The checkride turned out to be a non-event. I knew the examiner and had sent a number of students to him, but wasn't expecting a free pass, and he followed the PTS faithfully. He did not, however, require anything beyond the fairly perfunctory number of tasks the PTS requires for a reinstatement. There were a few takeoffs and landings, a couple stalls, some slow flight, some steep turns, a chandelle, a turns-across-roads (no eights-on-pylons, thank God), and a few other minor tasks. It took less than an hour, and suddenly I was a new CFI/II/MEI once again. Johnny urged me to fly the plane some more so I flew to Zamperini Field in Torrance to pick up my friend Kelly. We flew around Palos Verdes, across Long Beach Harbor, and down the Orange County coast to Laguna Beach. Turning around, we climbed to 4500' and transited the LAX SFRA, then dropped back down along Malibu Beach out to Point Dume. Coming back the other way, we hugged the Santa Monica Mountains past the Hollywood sign and Griffith Park Observatory and transited the 210 freeway past the Rose Bowl and Santa Fe Dam back to Brackett, landing as the sun was setting. It was a gorgeous reminder of everything I loved about flying in Southern California. It was Kelly's first time in a light plane in a while and her first aerial view of her adopted home, and she loved it.

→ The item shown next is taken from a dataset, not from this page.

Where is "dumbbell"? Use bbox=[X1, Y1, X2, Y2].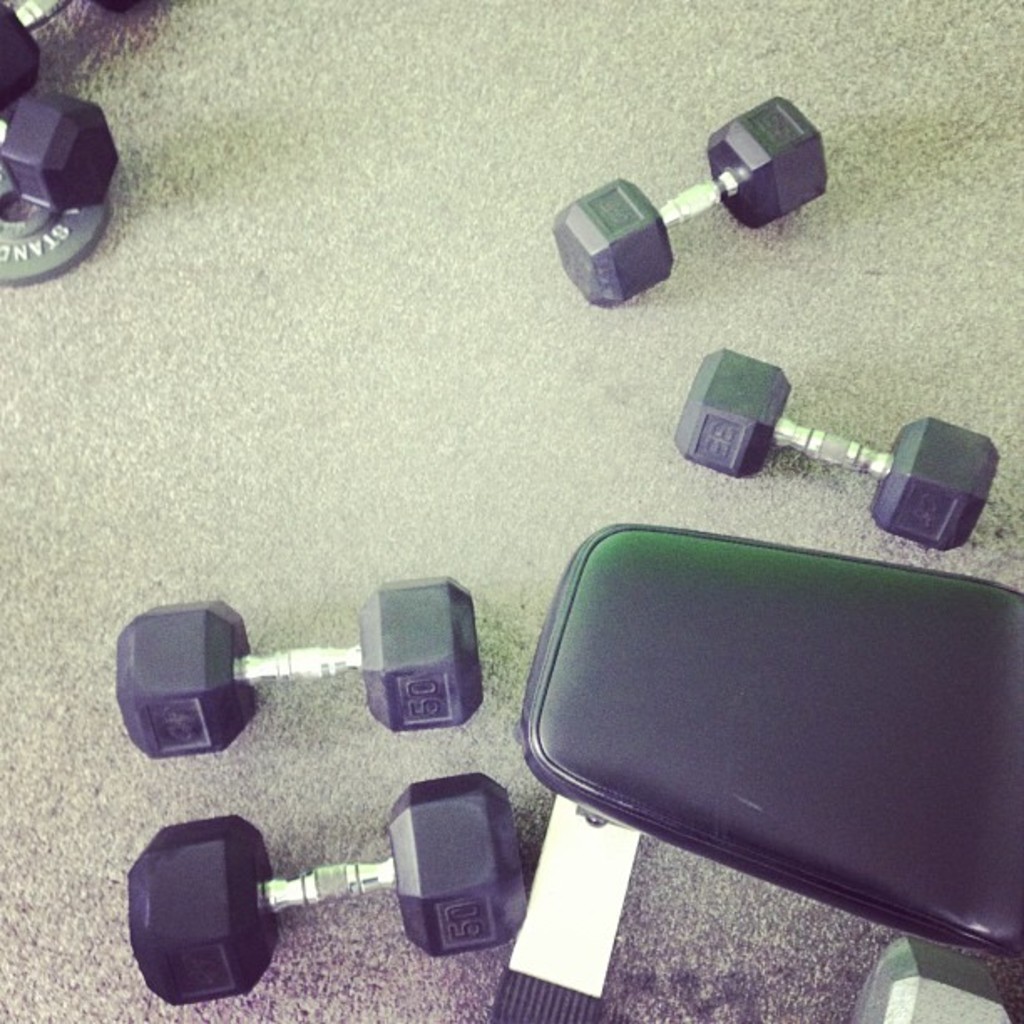
bbox=[110, 569, 484, 765].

Certificated or not, I won't be putting out my flight school shingle any time soon. Hours spent flying for compensation, instruction included, are counted against the weekly and monthly flight time limits at my airline job; my airline is understandably loath to share me with anyone else. So any instructing I do will be purely for the fun of it, with family, friends, and maybe an ex-student or two. That said, I expect having my CFI again to open up some interesting opportunities, one of which I did last week. It's long been a dream of mine to fly clear across the country in a small plane. As it happens, I have a certain ex-student who wished to relocate his nice-but-underused Warrior from Southern California to Connecticut. Stay tuned.

5 comments:

La Vida de Perro said...

Seeing your photos took me back to a flight I enjoyed about 30 years ago. I departed on a beautiful CAFB day out of Riverside, west to the coastline, then north over Orange County, LAX and out to Palmdale in the High Desert.

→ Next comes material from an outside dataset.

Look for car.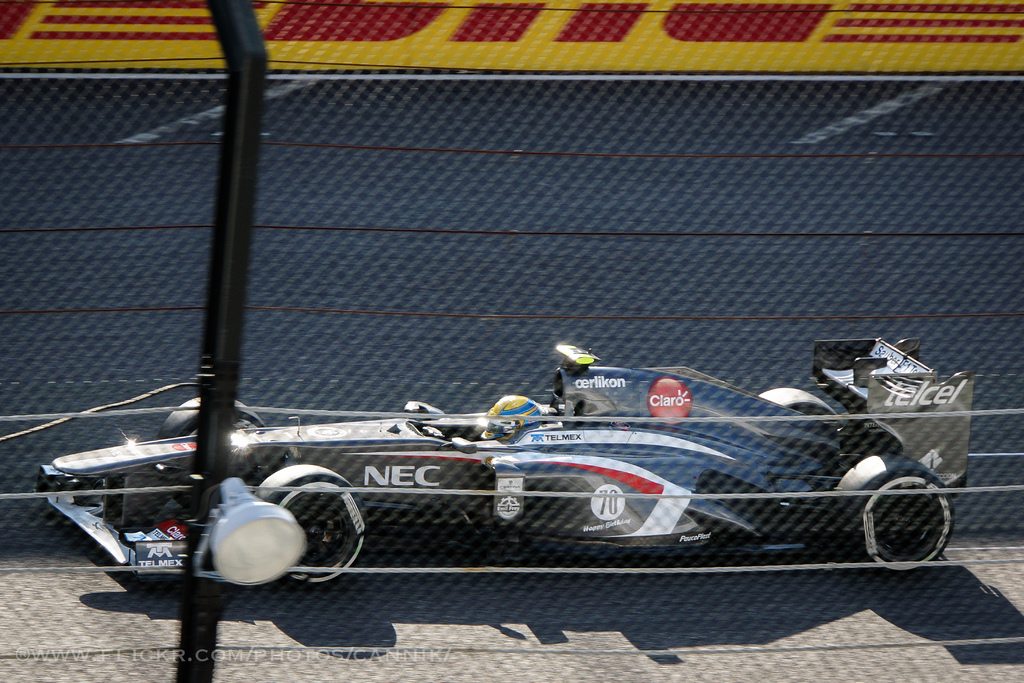
Found: crop(36, 336, 977, 589).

Oh, and did I mention that I, a strictly VFR Cherokee driver, was at FL200 in the back seat of a T-38? Thanks for firing up those old memories!

PeterC said...

I enjoy your blog for the mixture of life that it brings us. Good to see you are still in general aviation and also how much you enjoy life in general. Back in '91 I rented from ADP as they were the only FBO that would rent a twin. It lasted only about six months as I moved out of the area. I still visit EMT from time to time to visit the Santa Anita racetrack.

Tom B. (China) said...

Nice pictures! On a separate topic, have you read the Lebanese CAA crash report on Ethiopian 409, the 738 that crashed off of Beirut? It's at:
http://www.lebcaa.com/pdfs/Final%20Investigation%20Report%20ET%20409.pdf

Scary stuff. Was wondering what your thoughts were. I realize it's a lot of armchair quarterbacking since we weren't there with the pilots, but I also noticed that Ethiopian Airlines has refuted this report. After reading this report I can't help but compare it to Colgan 3407 in terms of the basic pilot errors.

Anonymous said...

Thanks Sam, for a wonderful post! Been reading your blog slowly but surely, and really enjoy your stories.
Thanks!!

Dale

Ron said...

Welcome back to SoCal! No matter which part of the world I'm flying in, I always love coming back to the L.A. basin for the unique mix of historic airports and beautiful vistas. Not much can compare with flying down the coast low and slow.

You're so right about the traffic. It's crazy how little flying is going on around here anymore. I hope this is the nadir of an economic cycle and not a permanent state of affairs.